Sunday, June 6, 2010

ABC, Fox Refuse to Air Lane Bryant Commercial

The irony and hypocrisy are amazing. Fox won't air a Lane Bryant commercial featuring real women, with real breasts, but they'll air inappropriate, sleezy "cartoons" like American Dad and Family Guy. (Both shows I like by the way; particularly American Dad, but they are utterly tasteless.) But showing full figured women with big boobs is tasteless...

ABC, Fox Refuse to Air Lane Bryant Commercial

Apparently, in a startling display of censorship, both Fox and ABC refused to air the advertisement. Lane Bryant’s website-hosted blog, Inside Curve, maintains that the two networks presented unrealistic demands for re-edits and prohibited the ad from running during critical air times, including “Dancing with the Stars” and “American Idol.” According to Inside Curve, Fox only relented after Lane Bryant threatened to cancel the ad buy completely, and compromised by running the advertisement in the last 10 minutes of the show.

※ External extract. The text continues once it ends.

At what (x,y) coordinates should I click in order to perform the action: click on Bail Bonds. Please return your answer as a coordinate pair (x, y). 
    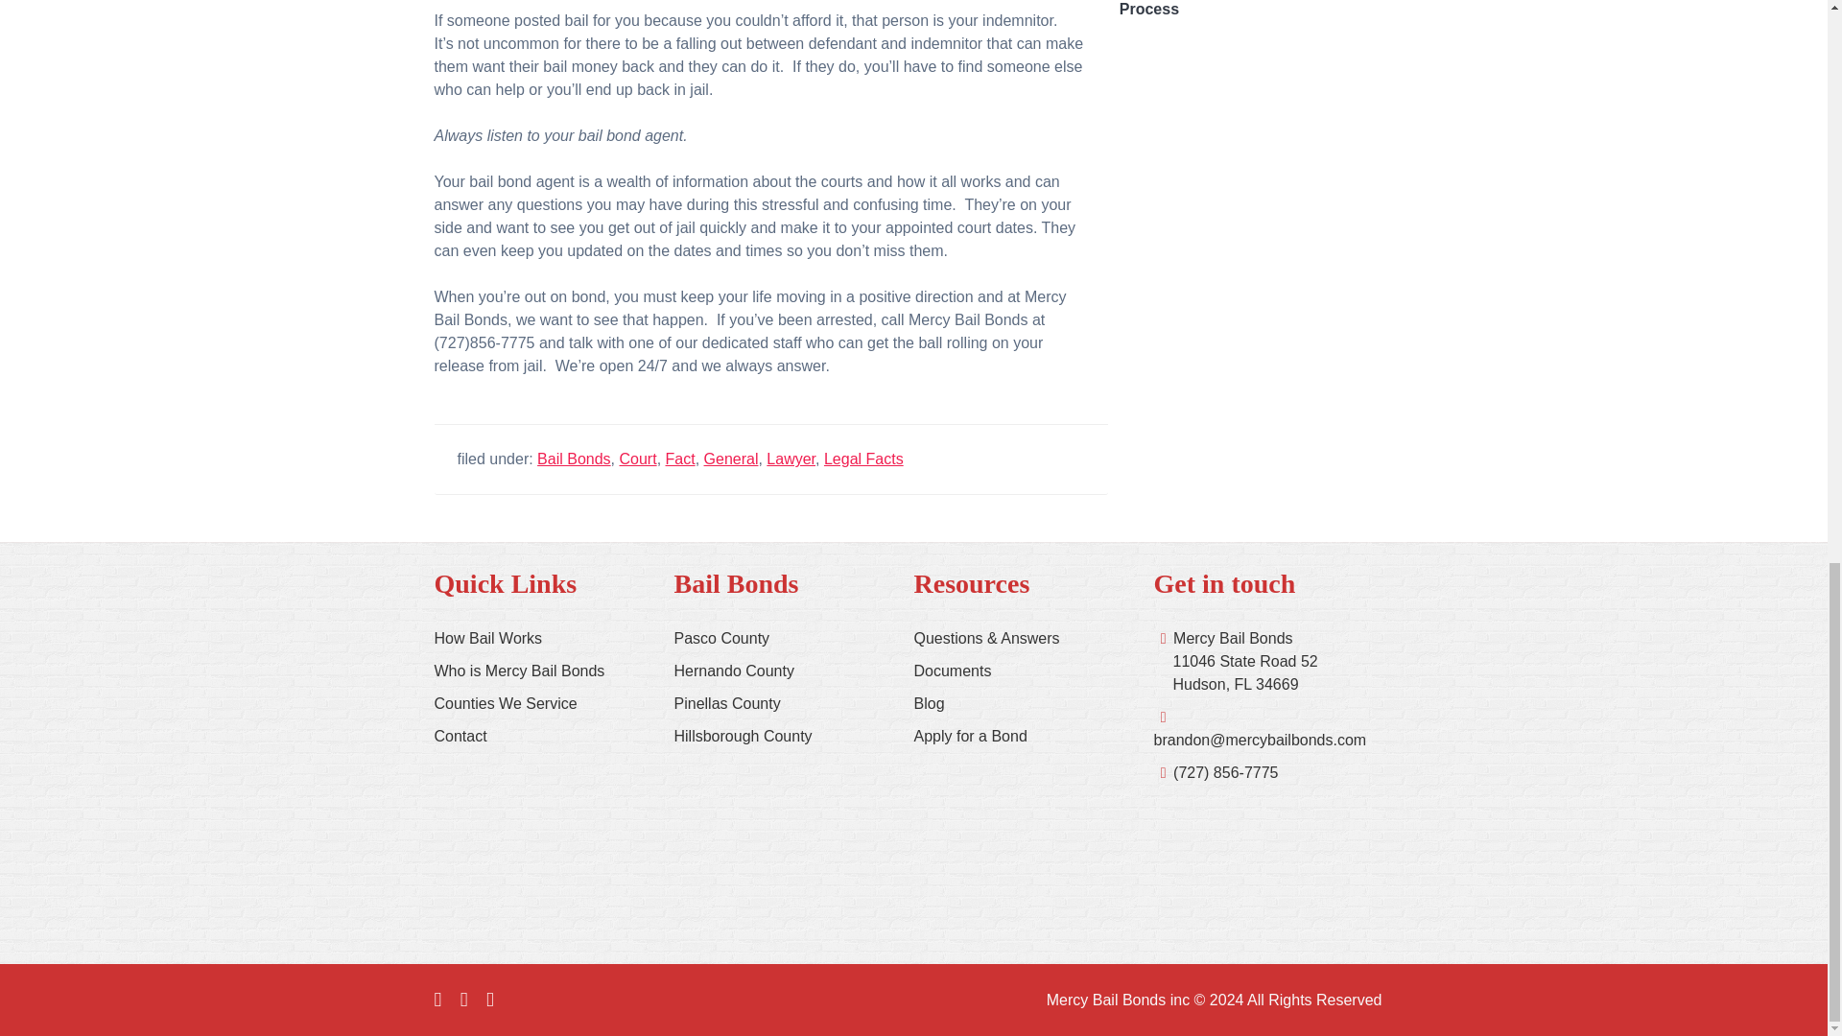
    Looking at the image, I should click on (574, 459).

The reason is shocking: both networks insisted that the advertisement contained “too much cleavage.”

Allow that to sink in for a minute. A lingerie company for curvy and plus-sized women, which primarily features full-sized bras, is showing too much cleavage. Versus, say, Frederick’s of Hollywood or Victoria’s Secret, well-known for creating edgy cuts of lingerie that are roughly the equivalent of two postage stamps held together by a single string. In other words, advertisements featuring large–preferably augmented so as not to be too large–breasts are acceptable; naturally large, full-figured breasts are not. More to the point, naturally large, full-figured breasts are obscene, suggesting that the networks have an awfully thin (and hypocritical) threshold for decency.

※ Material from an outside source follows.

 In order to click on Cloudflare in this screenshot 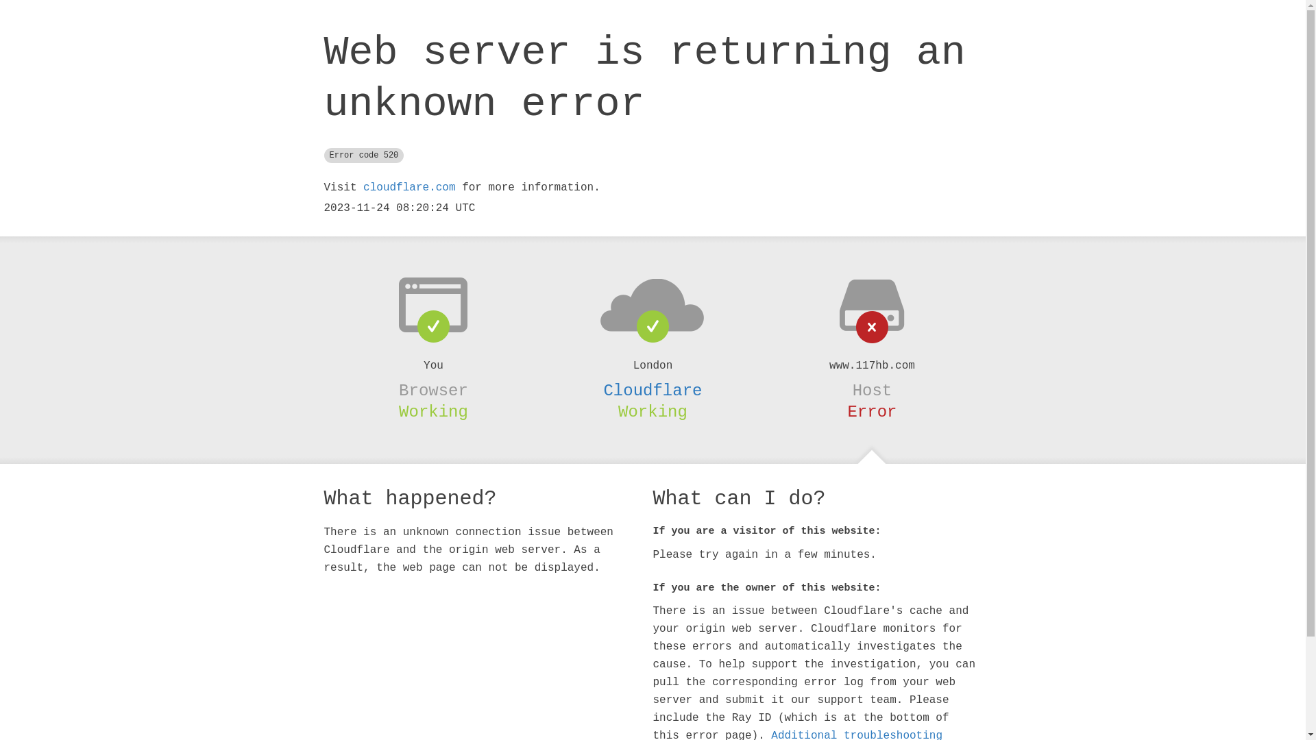, I will do `click(653, 391)`.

The article is very good and insightful, with links to blogs and articles commenting on this. For example, this:
“People who shame women for wearing “too-revealing” clothes like to center their objections on women’s clothing “choices,” but make no mistake—this is not about what we choose. This is about the things we don’t choose—having chests or butts or legs or necks or hair or any other part of our human bodies that others decide to project their particular sexual interests—and their slut-shaming—upon. The man who is horrified at a woman’s “overly exposed” breasts will likely never have to worry about wearing one shirt—one shirt out of a lifetime of shirts—that happens to accidentally set off some random person’s slut meter, because of the way his body just is.”

In my opinion, part of this is sexism because it's about power and self-determination; as Roseanne once said, (paraphrasing) "People don't like it when women take up space."

1 comment:

LesleyinNM said...

Who do they claim to be protecting? Men don't care, most like all and any cleavage they see. Women also like to see real women with real breasts on TV, as opposed to size 2 models with double D boobs. That only leaves children, who aren't going to be permanently damaged by seeing some cleavage. It is totally against real women, not cleavage.